"[T]he amazing story of a woman who lived through one of the worst  times in human history, losing family members to the Nazis but surviving  with her spirit and integrity intact.” —Publishers Weekly
Marthe  Cohn was a young Jewish woman living just across the German  border in France when Hitler rose to power. Her family sheltered Jews  fleeing the Nazis, including Jewish children sent away by their  terrified parents. But soon her homeland was also under Nazi rule. As  the Nazi occupation escalated, Marthe’s sister was arrested and sent to  Auschwitz and the rest of her family was forced to flee to the south of  France. 

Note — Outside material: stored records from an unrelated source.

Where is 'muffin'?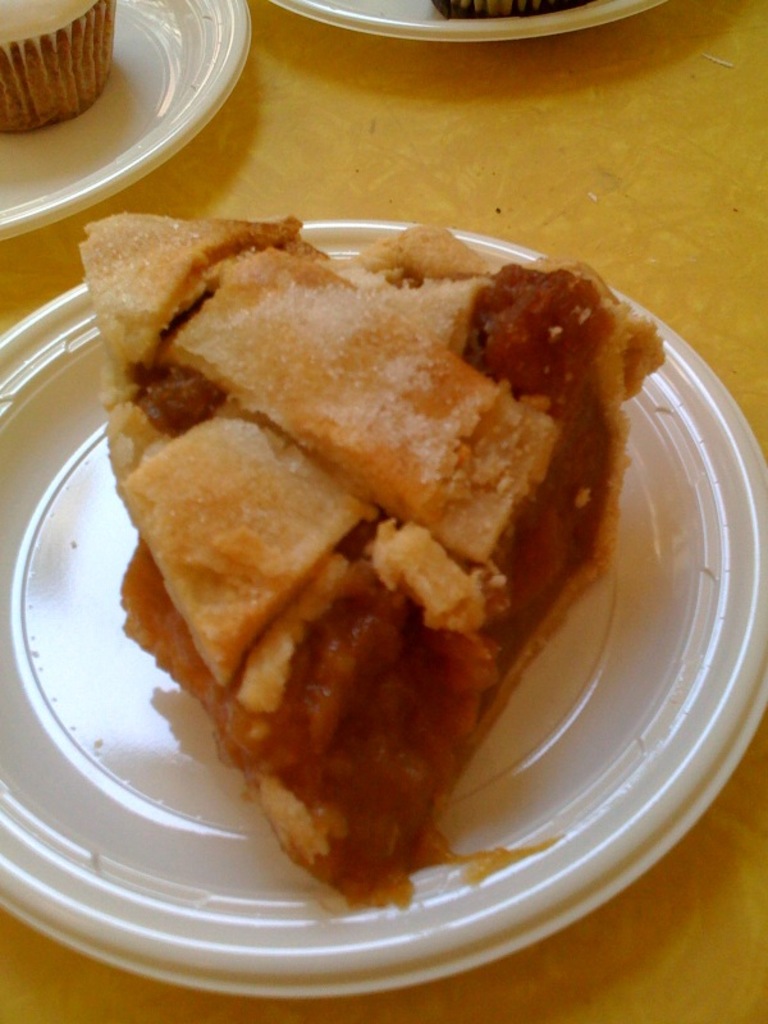
(x1=0, y1=0, x2=114, y2=133).
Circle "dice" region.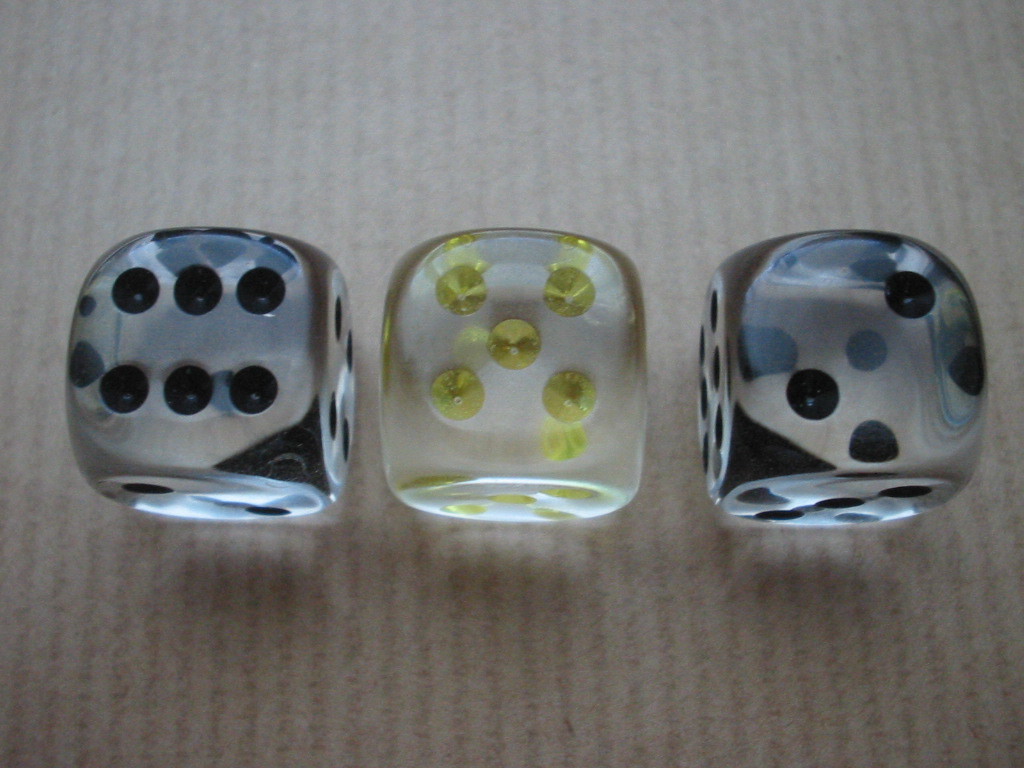
Region: <bbox>68, 230, 356, 532</bbox>.
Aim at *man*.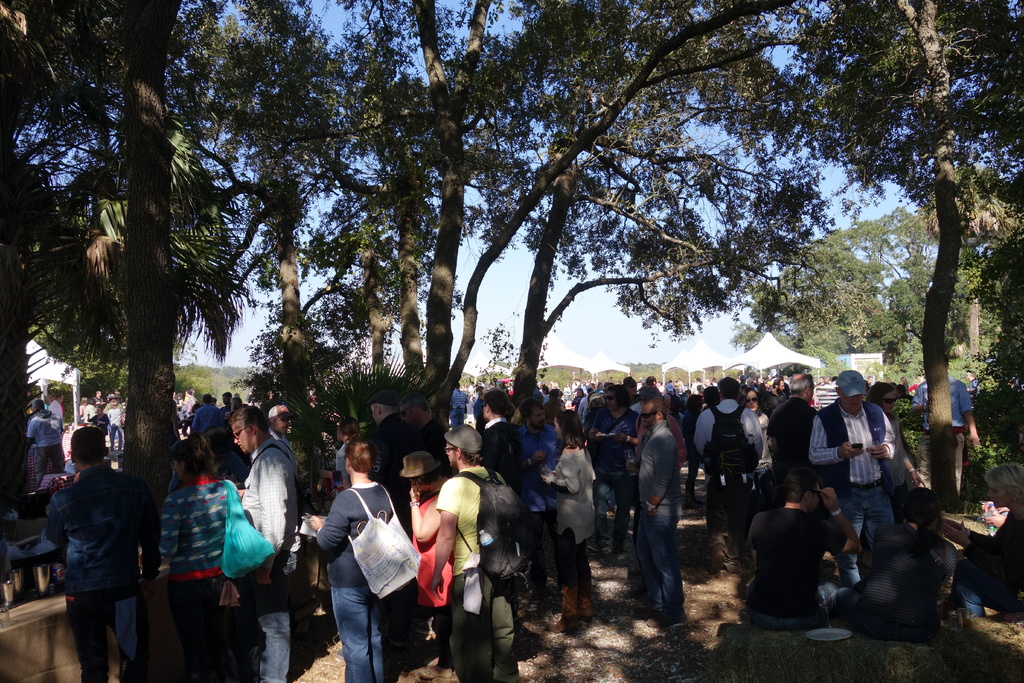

Always a fighter, Marthe joined the French Army and became a  member of the intelligence service of the French First Army. Marthe, using her perfect German  accent and blond hair to pose as a young  German nurse who was  desperately trying to obtain word of a fictional  fiancé, would slip behind enemy lines to retrieve inside information about Nazi troop  movements. By traveling  throughout the countryside and approaching troops sympathetic to her  plight--risking death every time she did so--she learned where they were  going next and was able to alert Allied commanders.
When, at the  age of eighty, Marthe Cohn was awarded France’s highest military honor,  the Médaille Militaire, not even her children knew to what extent this  modest woman had helped defeat the Nazi empire.  At its heart, this remarkable memoir is the tale of an ordinary human  being who, under extraordinary circumstances, became the hero her  country needed her to be.